• Husqvarna Motorcycles Made In Sweden - About 1988 and older

  • Hi everyone,

    As you all know, Coffee (Dean) passed away a couple of years ago. I am Dean's ex-wife's husband and happen to have spent my career in tech. Over the years, I occasionally helped Dean with various tech issues.

    When he passed, I worked with his kids to gather the necessary credentials to keep this site running. Since then (and for however long they worked with Coffee), Woodschick and Dirtdame have been maintaining the site and covering the costs. Without their hard work and financial support, CafeHusky would have been lost.

    Over the past couple of weeks, I’ve been working to migrate the site to a free cloud compute instance so that Woodschick and Dirtdame no longer have to fund it. At the same time, I’ve updated the site to a current version of XenForo (the discussion software it runs on). The previous version was outdated and no longer supported.

    Unfortunately, the new software version doesn’t support importing the old site’s styles, so for now, you’ll see the XenForo default style. This may change over time.

    Coffee didn’t document the work he did on the site, so I’ve been digging through the old setup to understand how everything was running. There may still be things I’ve missed. One known issue is that email functionality is not yet working on the new site, but I hope to resolve this over time.

    Thanks for your patience and support!

400 Enduro single piston brembo help

cOrPsE

Husqvarna
A Class
As some of you know i recently got a 400 enduro that had been sitting for years and years. Luckily the person winterized it though. So everything is pretty much done, just need to buy an air filter. I just got done bleeding the brakes though and fluid came out so i know the master cylinder is good, but after the bleeding, the brakes still suck. They were bone dry btw as i said. I look at the pads when i hit the brake, and they do move but just barely. Any tips? Could it just be junk pads? I feel like this bike was barely ridden though so idk.
 
take the pads out, pump the pistons out as far as you dare, with the cap off the master cylinder push the piston back in all the way. Reverse bleeding ! If that fails pump the brake quickly until you get a good brake then cable tie it to the bars so the brake is firmly applied. Leave it over night - works for some reason.
 
take the pads out, pump the pistons out as far as you dare, with the cap off the master cylinder push the piston back in all the way. Reverse bleeding ! If that fails pump the brake quickly until you get a good brake then cable tie it to the bars so the brake is firmly applied. Leave it over night - works for some reason.

ill try it out, thanks
 
Another one is take the m/cylinder off the bars and tie it to the roof so the brake hose is straight from the caliper to the m/cylinder.
Every time you walk past it tap the hose with something.
This loosens the air bubbles and they float to the top.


### [What the task requires]
Set every entry below down once more, exactly as it stands, without images.

⟨

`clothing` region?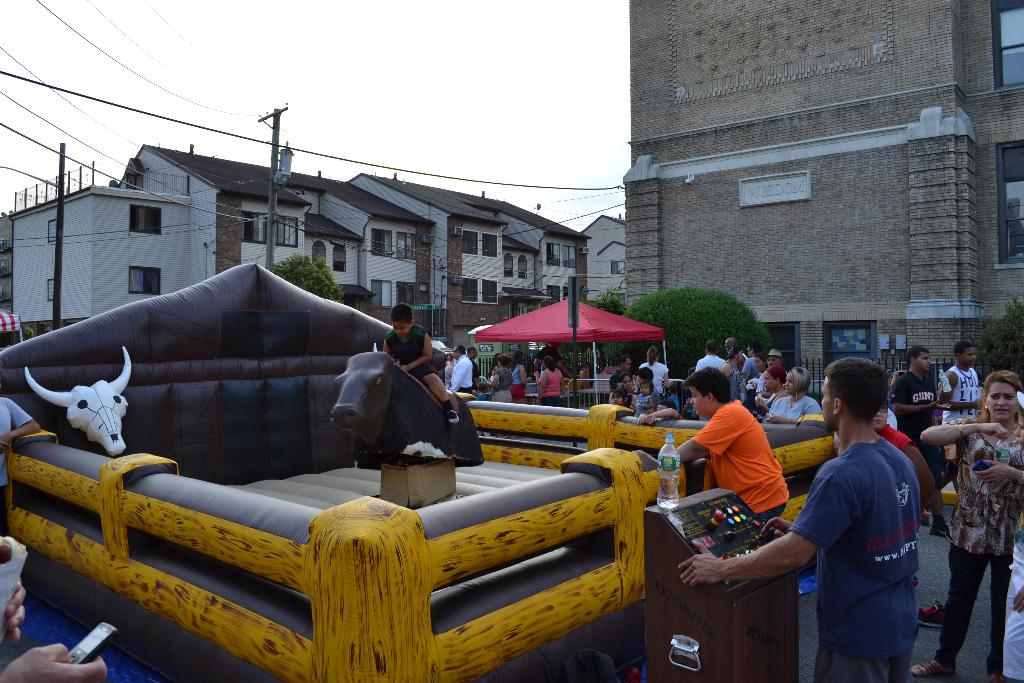
(887,369,943,491)
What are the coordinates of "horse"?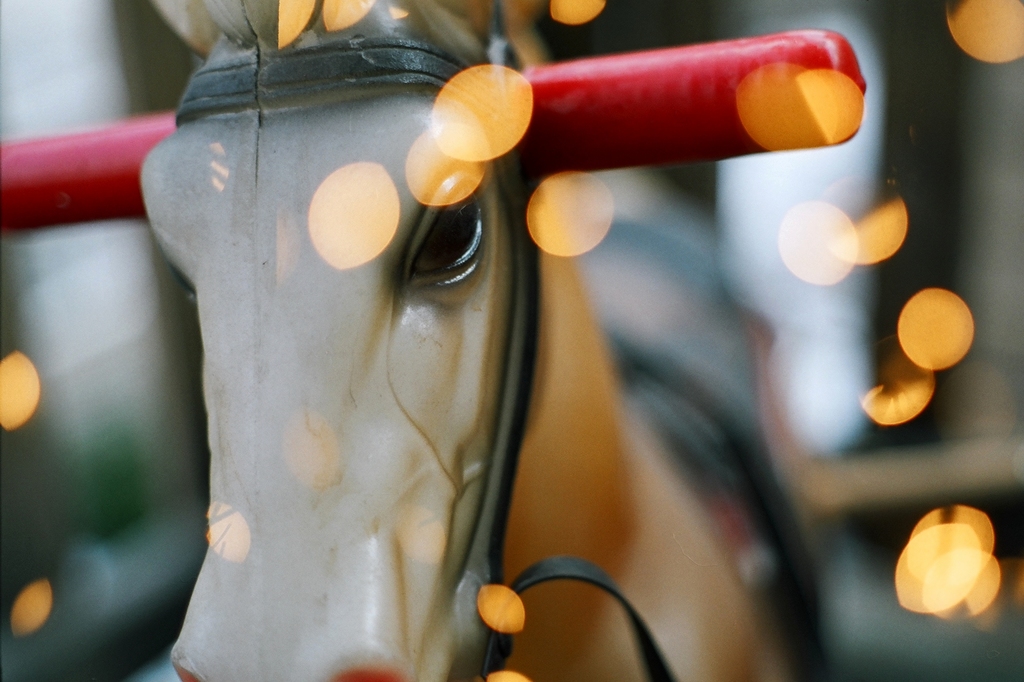
crop(138, 0, 781, 681).
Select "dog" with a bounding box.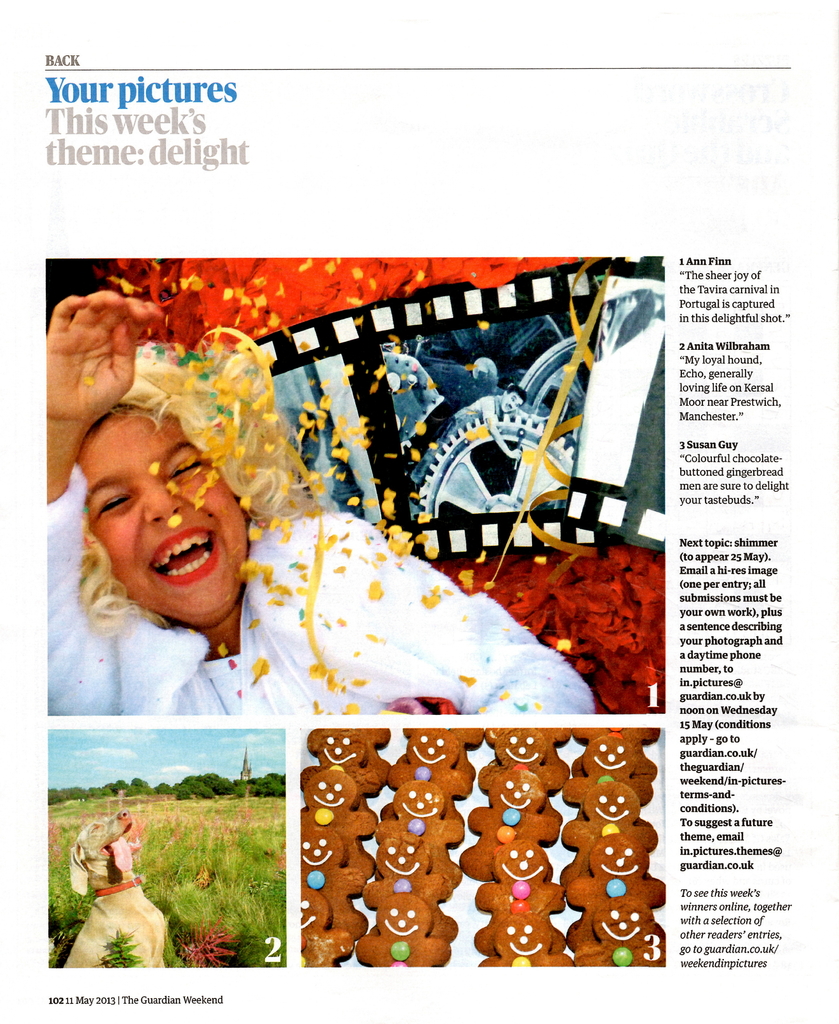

⟩

### [Result of this task]
`clothing` region?
(887,369,943,491)
What are the coordinates of "horse"?
crop(138, 0, 781, 681).
Select "dog" with a bounding box.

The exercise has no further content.